Nothing about the story is exactly unpredictable, and we can guess beforehand that

*SPOILERS*SPOILERS*SPOILERS*
Jenny isn’t David’s first conquered goods, and that Jenny will end up realising that her parents and teacher, stagnant as they may occasionally be (though charming), really do want the best for her and shouldn’t be completely ignored
*SPOILERS*SPOILERS*SPOILERS*

but what makes this film so excellent is how well its themes intertwine; Jenny’s education at the hands of her parents, her teacher, David, and ultimately herself. The film never loses sight of any of this, confidently juggling all of these elements. Its script is flawless, and not a single scene or line seems superfluous. We learn as much about Jenny from small moments – her excitable, nervous, stream-of-conscious apologetic gabbling when asked when she’s speaking French by Rosamund Pike’s Helen (Pike is excellent too, incidentally, and it’s funny how they effectively become their respective Bennett characters for this one scene) – as we do from dialogue-less montages such as her holiday with David to learn Italian for beginners.

Speaking of which! This is directed by Lone Scherfig, one of the original Dogme 95 directors who has used the movement as a platform to launch their careers (as opposed to someone like Thomas Vinterberg, who directed one standout Dogme film and then ruined his career thereafter). Like Mulligan, it feels as if she’s got an ever-rising future ahead of her. Oh, and while I’m at it, everyone else in this is pitch perfect too, especially Alfred Molina, and I’m unsure of why Sarsgaard’s icily charming performance has been criticised – hasn’t Edward Cullen proven that this mood is exactly what attracts teenagers**?

In the end, though, you’ll be seeing this film for Carey Mulligan. And see this film you really, really should.

Rating: ★★★★☆

I realise that my constant “fellating” metaphor may be a bit unsettling (and inaccurate at points, but there’s no verb for cunnilingus : ( ), but I decided that since the film effectively involves Jenny’s sexual awakening, it could be a metaphor for Mulligan’s awakening into the world of acting. Either that, or it’s just an image that really, really appeals to me. Take your pick.
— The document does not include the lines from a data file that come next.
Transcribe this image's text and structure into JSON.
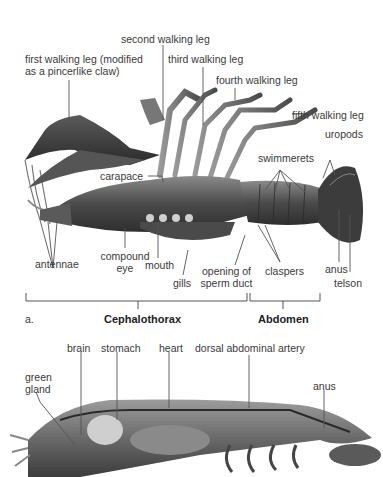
{
  "figure_a": {
    "panel_label": "a.",
    "labels": {
      "second_walking_leg": "second walking leg",
      "first_walking_leg_1": "first walking leg (modified",
      "first_walking_leg_2": "as a pincerlike claw)",
      "third_walking_leg": "third walking leg",
      "fourth_walking_leg": "fourth walking leg",
      "fifth_walking_leg": "fifth walking leg",
      "uropods": "uropods",
      "swimmerets": "swimmerets",
      "carapace": "carapace",
      "antennae": "antennae",
      "compound_eye_1": "compound",
      "compound_eye_2": "eye",
      "mouth": "mouth",
      "gills": "gills",
      "opening_of_sperm_duct_1": "opening of",
      "opening_of_sperm_duct_2": "sperm duct",
      "claspers": "claspers",
      "anus": "anus",
      "telson": "telson"
    },
    "regions": {
      "cephalothorax": "Cephalothorax",
      "abdomen": "Abdomen"
    }
  },
  "figure_b": {
    "labels": {
      "brain": "brain",
      "stomach": "stomach",
      "heart": "heart",
      "dorsal_abdominal_artery": "dorsal abdominal artery",
      "green_gland_1": "green",
      "green_gland_2": "gland",
      "anus": "anus"
    }
  },
  "colors": {
    "body_dark": "#3a3a3a",
    "body_mid": "#6e6e6e",
    "body_light": "#a8a8a8",
    "leader_line": "#555555",
    "text": "#3a3a3a"
  }
}
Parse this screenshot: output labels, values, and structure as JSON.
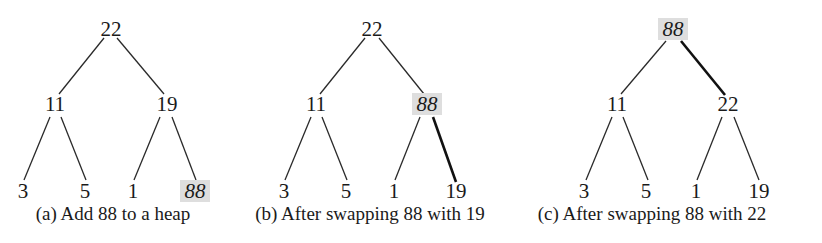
{
  "figure": {
    "highlight_color": "#dedede",
    "edge_color": "#2a2a2a",
    "panels": [
      {
        "id": "a",
        "caption": "(a) Add 88 to a heap",
        "caption_pos": {
          "x": 113,
          "y": 220
        },
        "nodes": [
          {
            "id": "root",
            "label": "22",
            "x": 111,
            "y": 29,
            "highlight": false
          },
          {
            "id": "l",
            "label": "11",
            "x": 55,
            "y": 104,
            "highlight": false
          },
          {
            "id": "r",
            "label": "19",
            "x": 167,
            "y": 104,
            "highlight": false
          },
          {
            "id": "ll",
            "label": "3",
            "x": 23,
            "y": 191,
            "highlight": false
          },
          {
            "id": "lr",
            "label": "5",
            "x": 85,
            "y": 191,
            "highlight": false
          },
          {
            "id": "rl",
            "label": "1",
            "x": 133,
            "y": 191,
            "highlight": false
          },
          {
            "id": "rr",
            "label": "88",
            "x": 195,
            "y": 191,
            "highlight": true
          }
        ],
        "edges": [
          {
            "x1": 104,
            "y1": 38,
            "x2": 59,
            "y2": 94,
            "bold": false
          },
          {
            "x1": 117,
            "y1": 38,
            "x2": 164,
            "y2": 94,
            "bold": false
          },
          {
            "x1": 50,
            "y1": 117,
            "x2": 24,
            "y2": 180,
            "bold": false
          },
          {
            "x1": 61,
            "y1": 117,
            "x2": 86,
            "y2": 180,
            "bold": false
          },
          {
            "x1": 160,
            "y1": 117,
            "x2": 134,
            "y2": 180,
            "bold": false
          },
          {
            "x1": 172,
            "y1": 117,
            "x2": 196,
            "y2": 180,
            "bold": false
          }
        ]
      },
      {
        "id": "b",
        "caption": "(b) After swapping 88 with 19",
        "caption_pos": {
          "x": 370,
          "y": 220
        },
        "nodes": [
          {
            "id": "root",
            "label": "22",
            "x": 372,
            "y": 29,
            "highlight": false
          },
          {
            "id": "l",
            "label": "11",
            "x": 316,
            "y": 104,
            "highlight": false
          },
          {
            "id": "r",
            "label": "88",
            "x": 427,
            "y": 104,
            "highlight": true
          },
          {
            "id": "ll",
            "label": "3",
            "x": 284,
            "y": 191,
            "highlight": false
          },
          {
            "id": "lr",
            "label": "5",
            "x": 346,
            "y": 191,
            "highlight": false
          },
          {
            "id": "rl",
            "label": "1",
            "x": 394,
            "y": 191,
            "highlight": false
          },
          {
            "id": "rr",
            "label": "19",
            "x": 456,
            "y": 191,
            "highlight": false
          }
        ],
        "edges": [
          {
            "x1": 365,
            "y1": 38,
            "x2": 320,
            "y2": 94,
            "bold": false
          },
          {
            "x1": 379,
            "y1": 38,
            "x2": 424,
            "y2": 94,
            "bold": false
          },
          {
            "x1": 311,
            "y1": 117,
            "x2": 285,
            "y2": 180,
            "bold": false
          },
          {
            "x1": 322,
            "y1": 117,
            "x2": 347,
            "y2": 180,
            "bold": false
          },
          {
            "x1": 420,
            "y1": 117,
            "x2": 395,
            "y2": 180,
            "bold": false
          },
          {
            "x1": 433,
            "y1": 117,
            "x2": 456,
            "y2": 182,
            "bold": true
          }
        ]
      },
      {
        "id": "c",
        "caption": "(c) After swapping 88 with 22",
        "caption_pos": {
          "x": 652,
          "y": 220
        },
        "nodes": [
          {
            "id": "root",
            "label": "88",
            "x": 673,
            "y": 29,
            "highlight": true
          },
          {
            "id": "l",
            "label": "11",
            "x": 617,
            "y": 104,
            "highlight": false
          },
          {
            "id": "r",
            "label": "22",
            "x": 728,
            "y": 104,
            "highlight": false
          },
          {
            "id": "ll",
            "label": "3",
            "x": 584,
            "y": 191,
            "highlight": false
          },
          {
            "id": "lr",
            "label": "5",
            "x": 646,
            "y": 191,
            "highlight": false
          },
          {
            "id": "rl",
            "label": "1",
            "x": 696,
            "y": 191,
            "highlight": false
          },
          {
            "id": "rr",
            "label": "19",
            "x": 759,
            "y": 191,
            "highlight": false
          }
        ],
        "edges": [
          {
            "x1": 666,
            "y1": 41,
            "x2": 621,
            "y2": 94,
            "bold": false
          },
          {
            "x1": 681,
            "y1": 41,
            "x2": 725,
            "y2": 95,
            "bold": true
          },
          {
            "x1": 612,
            "y1": 117,
            "x2": 586,
            "y2": 180,
            "bold": false
          },
          {
            "x1": 623,
            "y1": 117,
            "x2": 648,
            "y2": 180,
            "bold": false
          },
          {
            "x1": 722,
            "y1": 117,
            "x2": 697,
            "y2": 180,
            "bold": false
          },
          {
            "x1": 734,
            "y1": 117,
            "x2": 759,
            "y2": 180,
            "bold": false
          }
        ]
      }
    ]
  }
}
I should also mention that there’s been a minor controversy about this film apparently having the message of “Beware of Jews bearing flowers”. Considering we’re supposed to hate the character’s stupid anti-Semitic statements (such as in the “Jesus wasn’t a Jew.” “Is that what he told you?” scene), I don’t agree at all with this, but it’s interesting to read regardless.

*Speaking of which, Peter Sarsgaard was in that film too. That tarnishes him far more than anything his character does in An Education.

**I’m being facetious, please don’t hurt me.